> To do
Leaving out all pictures, write out word for word the lines from the one containing "This screenshot has" to the end of the data below.

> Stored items
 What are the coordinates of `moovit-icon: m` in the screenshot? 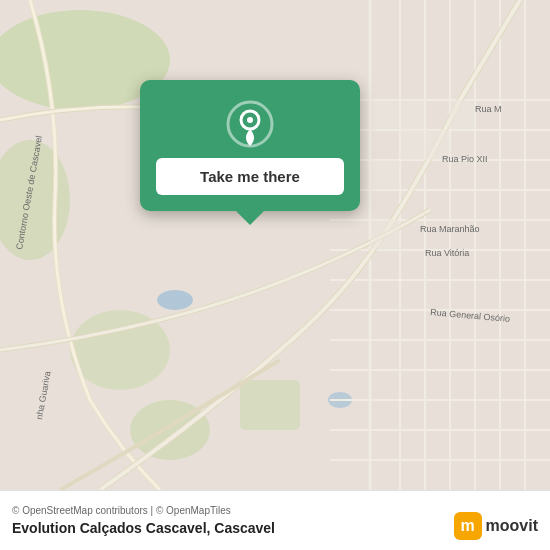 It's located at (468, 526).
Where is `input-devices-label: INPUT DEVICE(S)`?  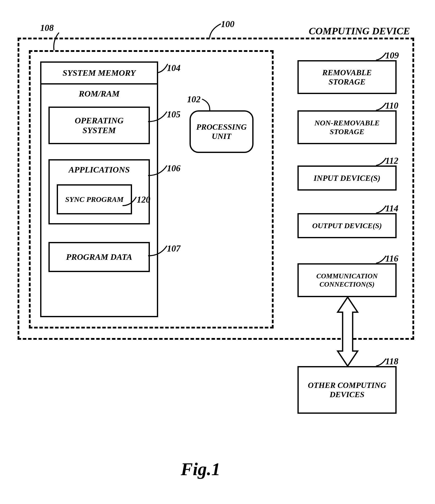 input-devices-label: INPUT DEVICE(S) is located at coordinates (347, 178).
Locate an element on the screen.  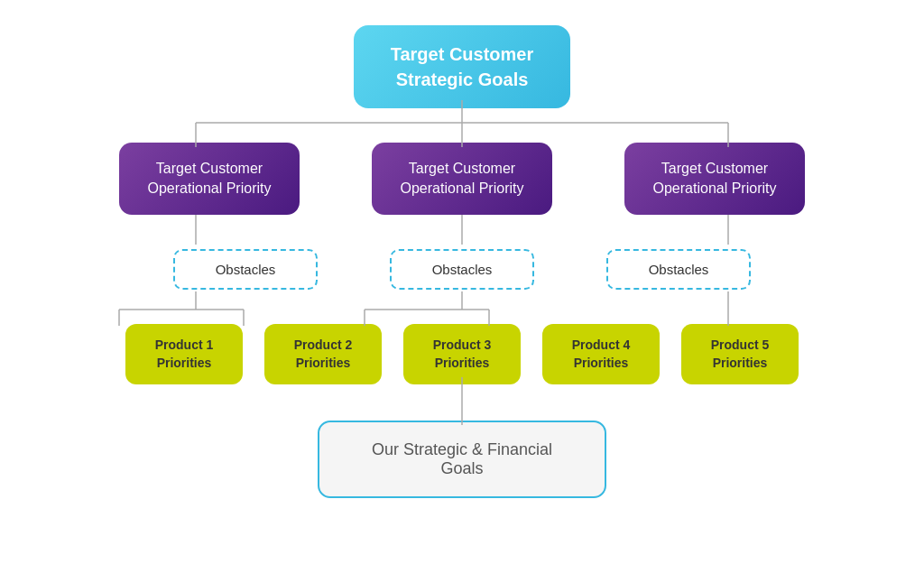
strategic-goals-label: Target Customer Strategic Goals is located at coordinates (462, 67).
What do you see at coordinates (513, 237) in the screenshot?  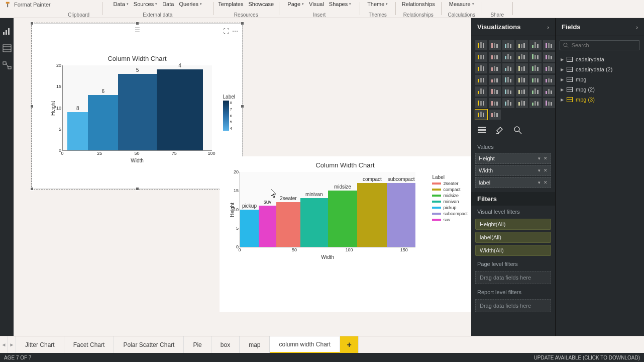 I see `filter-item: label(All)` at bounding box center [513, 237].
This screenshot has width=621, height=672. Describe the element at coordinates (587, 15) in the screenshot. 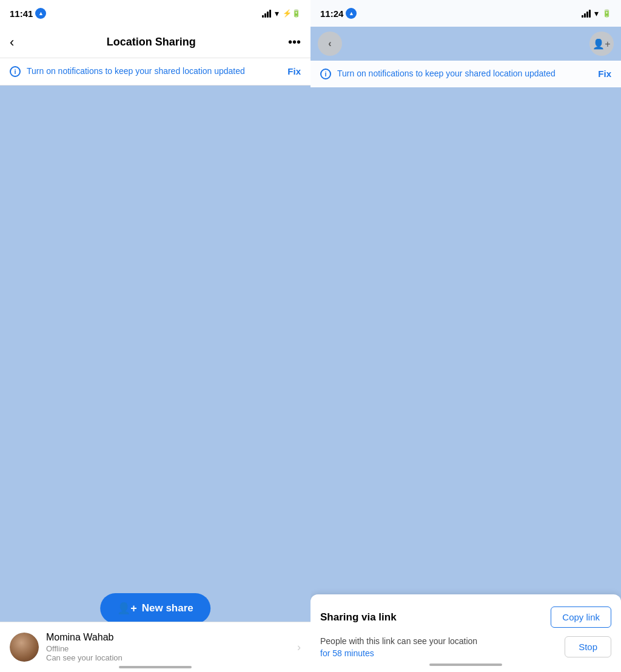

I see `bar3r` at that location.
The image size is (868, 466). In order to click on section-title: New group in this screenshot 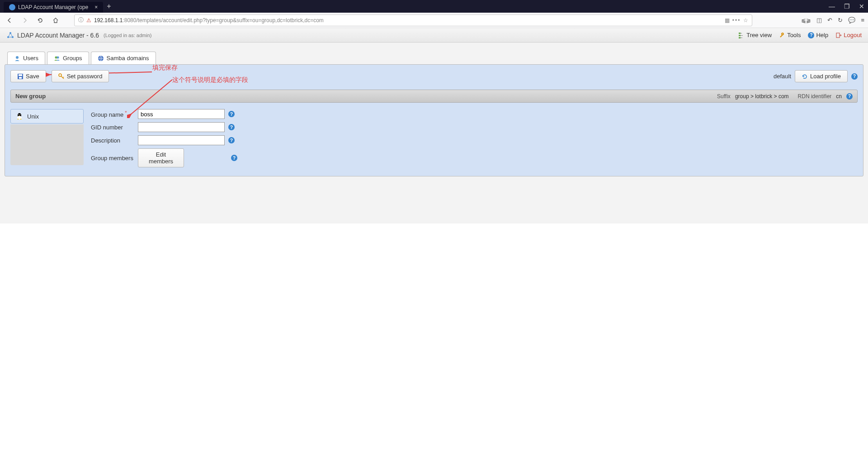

> Answer box
This screenshot has width=621, height=672. Describe the element at coordinates (587, 15) in the screenshot. 

I see `bar3r` at that location.
The image size is (868, 466). In order to click on section-title: New group in this screenshot 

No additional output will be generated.